One Question Interview: Zach Wells

10Jan11

Zachariah Wells is a Canadian poet. He maintains the blog Career Limiting Moves in addition to reviewing and editing work and the publication of two full-length collections so far: Unsettled, a collection of poetry about Canada’s Eastern Arctic, and more recently Track & Trace.

I’ve started reading your book Track & Trace and think “Cormorant,” is a terrific poem. Would you agree with Rilke that poets mine their childhoods for some of the best stuff they do?

I’m glad you like “Cormorant.” It was a very difficult poem for me. I know we’re all supposed to pretend that we write a hundred drafts of our least little sonnet, but that’s not at all typical for me. I’m usually a one-to-four-drafts-followed-by-tweaks-and-fiddles kind of writer, in large measure because I usually work on a poem in my head for quite a while before I sit down to paper or computer. Either the poem comes out in some kind of satisfactory manner or it doesn’t, in which case it gets abandoned. I’m more likely to rewrite a poem from scratch some time after an earlier attempt than I am to revise it tirelessly. “Cormorant” was different, though. It went through I don’t know how many drafts over a span of ten years or so, but however much I despaired of ever putting it to bed, I kept coming back. A few readers of the book have now singled it out as a favourite, which is a relief to me, having put so much into it. A strange protestant vestige in me feels that this poem has earned readers’ respect more than any other I’ve written.

Anyway, to address your question. I’m loath to generalize about “poets” or essentialize “poetry,” but I’d say that yes, for poets of a lyrical/narrative bent childhood is almost inevitably a rich vein to work. (I’ve been revisiting Elizabeth Bishop’s work of late, and she’s a classic case of someone who kept coming back to the first few years of her life in her poetry and fiction.) Lyric writing is all about the construction and representation of individual identity, so it’s only natural that childhood would figure prominently in it: it’s a time when all experiences are new and therefore more intense and significant, when the brain is developing rapidly, when the foundation myths of our lives are being laid. (Speaking of myth, my parents’ lawyers require that I issue a standard “resemblance to actual events or persons living or dead” disclaimer whenever I read “Cormorant,” since it involves the slaughter of protected species and my mother’s on the board of the Prince Edward Island Nature Trust.) A number of the poems in Track & Trace, particularly early in the book, are set in the shallow valley in central PEI where I grew up. For the first several years of my life, that bucolic property and the hundreds of acres of fields and woods that border it were my world. I grow rather weary of the programmatic arguments that literature in rural settings doesn’t reflect contemporary Canadian reality. A)Setting has nothing to do with whether a work of literature is any good. B)Says you, city kid. It certainly is reflective of my Canadian experience; as someone writing lyric poems rooted in particular places (some of which are cities), it would have been a strange omission indeed for me not to write about the place where I grew up. But then, I also write a lot of poems that are not directly related to my autobiography and I think some of these are among my strongest efforts, too.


Work instructions: Set down each record that follows exactly. Drop the images.

Information given:
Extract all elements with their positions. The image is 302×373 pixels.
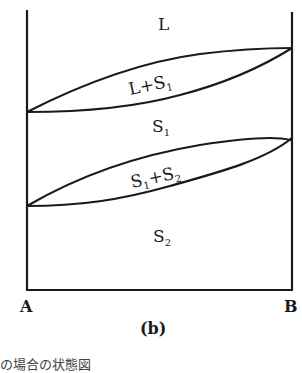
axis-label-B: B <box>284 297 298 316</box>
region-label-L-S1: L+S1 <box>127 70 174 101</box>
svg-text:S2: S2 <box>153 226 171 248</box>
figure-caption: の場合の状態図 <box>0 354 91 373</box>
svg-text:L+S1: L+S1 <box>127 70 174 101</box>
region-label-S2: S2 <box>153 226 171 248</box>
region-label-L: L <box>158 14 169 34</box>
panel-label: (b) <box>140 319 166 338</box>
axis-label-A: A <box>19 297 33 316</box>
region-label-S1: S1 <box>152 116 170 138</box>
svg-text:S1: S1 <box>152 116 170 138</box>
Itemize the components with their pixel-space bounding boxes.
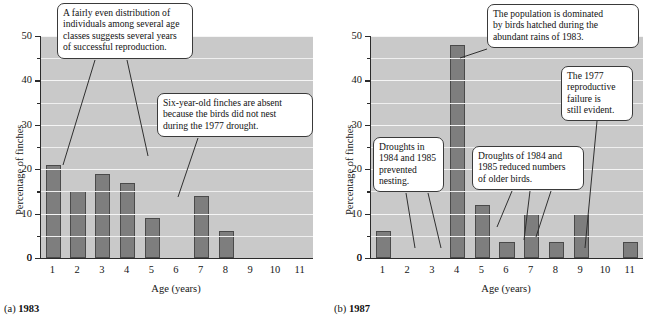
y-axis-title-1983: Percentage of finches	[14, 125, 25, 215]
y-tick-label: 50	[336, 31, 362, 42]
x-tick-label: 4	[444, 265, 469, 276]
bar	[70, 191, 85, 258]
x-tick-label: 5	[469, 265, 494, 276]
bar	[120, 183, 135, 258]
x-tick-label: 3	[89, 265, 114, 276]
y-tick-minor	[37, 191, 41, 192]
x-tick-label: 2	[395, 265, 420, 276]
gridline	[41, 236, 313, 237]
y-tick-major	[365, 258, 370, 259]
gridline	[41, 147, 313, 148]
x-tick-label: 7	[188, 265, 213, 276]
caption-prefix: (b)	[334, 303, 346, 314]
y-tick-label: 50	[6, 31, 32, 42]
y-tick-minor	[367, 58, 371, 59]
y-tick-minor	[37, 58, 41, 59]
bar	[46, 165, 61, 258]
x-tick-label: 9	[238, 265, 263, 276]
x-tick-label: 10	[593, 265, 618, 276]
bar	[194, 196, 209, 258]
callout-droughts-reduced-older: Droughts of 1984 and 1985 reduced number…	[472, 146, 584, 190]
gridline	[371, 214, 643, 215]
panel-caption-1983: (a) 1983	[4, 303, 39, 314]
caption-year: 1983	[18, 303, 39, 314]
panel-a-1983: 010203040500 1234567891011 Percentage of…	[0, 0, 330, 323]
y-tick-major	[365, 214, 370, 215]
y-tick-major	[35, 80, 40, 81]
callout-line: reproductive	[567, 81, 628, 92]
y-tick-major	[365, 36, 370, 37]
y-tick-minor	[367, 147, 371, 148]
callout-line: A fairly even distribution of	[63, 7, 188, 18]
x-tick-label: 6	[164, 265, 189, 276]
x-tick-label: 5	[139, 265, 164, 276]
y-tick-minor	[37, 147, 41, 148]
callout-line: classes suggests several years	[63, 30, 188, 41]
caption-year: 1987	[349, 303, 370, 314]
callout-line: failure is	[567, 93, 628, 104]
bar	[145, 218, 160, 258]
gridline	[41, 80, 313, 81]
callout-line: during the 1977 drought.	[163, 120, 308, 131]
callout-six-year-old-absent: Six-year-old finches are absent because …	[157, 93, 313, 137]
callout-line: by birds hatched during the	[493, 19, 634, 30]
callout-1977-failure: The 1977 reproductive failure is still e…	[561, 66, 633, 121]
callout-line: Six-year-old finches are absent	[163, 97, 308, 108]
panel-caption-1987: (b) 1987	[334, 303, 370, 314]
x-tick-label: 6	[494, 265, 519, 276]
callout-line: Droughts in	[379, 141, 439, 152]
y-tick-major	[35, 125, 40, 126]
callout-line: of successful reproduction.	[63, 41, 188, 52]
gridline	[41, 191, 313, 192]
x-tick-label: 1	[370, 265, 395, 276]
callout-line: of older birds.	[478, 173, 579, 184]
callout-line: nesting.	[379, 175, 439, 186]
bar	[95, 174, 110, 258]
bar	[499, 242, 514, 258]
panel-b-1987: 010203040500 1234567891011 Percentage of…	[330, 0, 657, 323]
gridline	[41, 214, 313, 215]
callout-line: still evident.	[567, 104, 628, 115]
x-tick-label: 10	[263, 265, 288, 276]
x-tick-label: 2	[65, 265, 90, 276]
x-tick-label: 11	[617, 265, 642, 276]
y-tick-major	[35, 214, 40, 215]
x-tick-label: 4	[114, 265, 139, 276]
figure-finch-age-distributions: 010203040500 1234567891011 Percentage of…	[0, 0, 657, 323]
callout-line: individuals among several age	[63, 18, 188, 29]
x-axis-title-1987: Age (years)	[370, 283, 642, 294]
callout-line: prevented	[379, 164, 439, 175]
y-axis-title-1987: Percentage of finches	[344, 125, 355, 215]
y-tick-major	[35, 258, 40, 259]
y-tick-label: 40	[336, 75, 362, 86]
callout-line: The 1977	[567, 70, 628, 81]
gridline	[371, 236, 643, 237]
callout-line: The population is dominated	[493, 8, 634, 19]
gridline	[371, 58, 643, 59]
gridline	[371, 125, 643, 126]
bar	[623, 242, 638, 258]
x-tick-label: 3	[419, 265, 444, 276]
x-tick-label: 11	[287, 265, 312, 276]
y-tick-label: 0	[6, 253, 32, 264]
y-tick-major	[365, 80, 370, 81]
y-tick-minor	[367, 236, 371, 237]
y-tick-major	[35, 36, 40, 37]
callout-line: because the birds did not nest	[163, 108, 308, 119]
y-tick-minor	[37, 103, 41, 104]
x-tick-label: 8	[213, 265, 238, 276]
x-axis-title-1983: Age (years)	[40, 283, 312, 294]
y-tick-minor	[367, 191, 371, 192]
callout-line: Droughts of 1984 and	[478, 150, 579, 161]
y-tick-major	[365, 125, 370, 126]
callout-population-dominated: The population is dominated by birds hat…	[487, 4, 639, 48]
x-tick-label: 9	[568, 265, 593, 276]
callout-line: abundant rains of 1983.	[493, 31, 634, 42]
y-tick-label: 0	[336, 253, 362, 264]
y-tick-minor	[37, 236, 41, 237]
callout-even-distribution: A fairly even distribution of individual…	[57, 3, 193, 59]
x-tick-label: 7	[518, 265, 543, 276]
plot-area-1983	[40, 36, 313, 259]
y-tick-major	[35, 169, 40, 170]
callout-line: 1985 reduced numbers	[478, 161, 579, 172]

Response:
Extract all elements with their positions. The image is 302×373 pixels.
axis-label-B: B <box>284 297 298 316</box>
region-label-L-S1: L+S1 <box>127 70 174 101</box>
svg-text:S2: S2 <box>153 226 171 248</box>
figure-caption: の場合の状態図 <box>0 354 91 373</box>
svg-text:L+S1: L+S1 <box>127 70 174 101</box>
region-label-S2: S2 <box>153 226 171 248</box>
region-label-L: L <box>158 14 169 34</box>
panel-label: (b) <box>140 319 166 338</box>
axis-label-A: A <box>19 297 33 316</box>
region-label-S1: S1 <box>152 116 170 138</box>
svg-text:S1: S1 <box>152 116 170 138</box>
Itemize the components with their pixel-space bounding boxes.
y-axis-title-1983: Percentage of finches	[14, 125, 25, 215]
y-tick-label: 50	[336, 31, 362, 42]
x-tick-label: 4	[444, 265, 469, 276]
bar	[70, 191, 85, 258]
x-tick-label: 5	[469, 265, 494, 276]
bar	[120, 183, 135, 258]
x-tick-label: 3	[89, 265, 114, 276]
y-tick-minor	[37, 191, 41, 192]
x-tick-label: 2	[395, 265, 420, 276]
gridline	[41, 236, 313, 237]
y-tick-major	[365, 258, 370, 259]
gridline	[41, 147, 313, 148]
x-tick-label: 7	[188, 265, 213, 276]
caption-prefix: (b)	[334, 303, 346, 314]
y-tick-label: 50	[6, 31, 32, 42]
y-tick-minor	[367, 58, 371, 59]
y-tick-minor	[37, 58, 41, 59]
bar	[46, 165, 61, 258]
x-tick-label: 9	[238, 265, 263, 276]
x-tick-label: 10	[593, 265, 618, 276]
bar	[194, 196, 209, 258]
callout-droughts-reduced-older: Droughts of 1984 and 1985 reduced number…	[472, 146, 584, 190]
gridline	[371, 214, 643, 215]
panel-caption-1983: (a) 1983	[4, 303, 39, 314]
caption-year: 1983	[18, 303, 39, 314]
panel-a-1983: 010203040500 1234567891011 Percentage of…	[0, 0, 330, 323]
y-tick-major	[365, 214, 370, 215]
y-tick-major	[35, 80, 40, 81]
callout-line: reproductive	[567, 81, 628, 92]
y-tick-major	[365, 36, 370, 37]
y-tick-minor	[367, 147, 371, 148]
callout-line: A fairly even distribution of	[63, 7, 188, 18]
x-tick-label: 6	[164, 265, 189, 276]
x-tick-label: 5	[139, 265, 164, 276]
y-tick-minor	[37, 147, 41, 148]
callout-line: classes suggests several years	[63, 30, 188, 41]
caption-year: 1987	[349, 303, 370, 314]
callout-line: failure is	[567, 93, 628, 104]
bar	[145, 218, 160, 258]
gridline	[41, 80, 313, 81]
callout-line: during the 1977 drought.	[163, 120, 308, 131]
callout-six-year-old-absent: Six-year-old finches are absent because …	[157, 93, 313, 137]
callout-line: by birds hatched during the	[493, 19, 634, 30]
callout-1977-failure: The 1977 reproductive failure is still e…	[561, 66, 633, 121]
callout-line: Six-year-old finches are absent	[163, 97, 308, 108]
panel-caption-1987: (b) 1987	[334, 303, 370, 314]
x-tick-label: 6	[494, 265, 519, 276]
callout-line: Droughts in	[379, 141, 439, 152]
y-tick-major	[35, 125, 40, 126]
callout-line: of successful reproduction.	[63, 41, 188, 52]
gridline	[41, 191, 313, 192]
x-tick-label: 1	[370, 265, 395, 276]
callout-line: of older birds.	[478, 173, 579, 184]
callout-line: nesting.	[379, 175, 439, 186]
bar	[95, 174, 110, 258]
bar	[499, 242, 514, 258]
panel-b-1987: 010203040500 1234567891011 Percentage of…	[330, 0, 657, 323]
gridline	[41, 214, 313, 215]
callout-line: still evident.	[567, 104, 628, 115]
x-tick-label: 10	[263, 265, 288, 276]
x-tick-label: 2	[65, 265, 90, 276]
x-tick-label: 11	[617, 265, 642, 276]
y-tick-major	[35, 214, 40, 215]
x-tick-label: 4	[114, 265, 139, 276]
figure-finch-age-distributions: 010203040500 1234567891011 Percentage of…	[0, 0, 657, 323]
callout-line: individuals among several age	[63, 18, 188, 29]
x-axis-title-1987: Age (years)	[370, 283, 642, 294]
callout-line: prevented	[379, 164, 439, 175]
y-axis-title-1987: Percentage of finches	[344, 125, 355, 215]
y-tick-major	[35, 258, 40, 259]
y-tick-label: 40	[336, 75, 362, 86]
callout-line: The 1977	[567, 70, 628, 81]
gridline	[371, 236, 643, 237]
callout-line: The population is dominated	[493, 8, 634, 19]
gridline	[371, 58, 643, 59]
gridline	[371, 125, 643, 126]
bar	[623, 242, 638, 258]
x-tick-label: 3	[419, 265, 444, 276]
x-tick-label: 11	[287, 265, 312, 276]
y-tick-label: 0	[6, 253, 32, 264]
y-tick-major	[365, 80, 370, 81]
y-tick-minor	[367, 236, 371, 237]
y-tick-major	[35, 36, 40, 37]
callout-line: because the birds did not nest	[163, 108, 308, 119]
y-tick-minor	[37, 103, 41, 104]
x-tick-label: 8	[213, 265, 238, 276]
x-axis-title-1983: Age (years)	[40, 283, 312, 294]
y-tick-minor	[367, 191, 371, 192]
callout-line: Droughts of 1984 and	[478, 150, 579, 161]
y-tick-major	[365, 125, 370, 126]
callout-population-dominated: The population is dominated by birds hat…	[487, 4, 639, 48]
x-tick-label: 9	[568, 265, 593, 276]
callout-line: abundant rains of 1983.	[493, 31, 634, 42]
y-tick-label: 0	[336, 253, 362, 264]
y-tick-minor	[37, 236, 41, 237]
callout-even-distribution: A fairly even distribution of individual…	[57, 3, 193, 59]
x-tick-label: 7	[518, 265, 543, 276]
plot-area-1983	[40, 36, 313, 259]
y-tick-major	[35, 169, 40, 170]
callout-line: 1985 reduced numbers	[478, 161, 579, 172]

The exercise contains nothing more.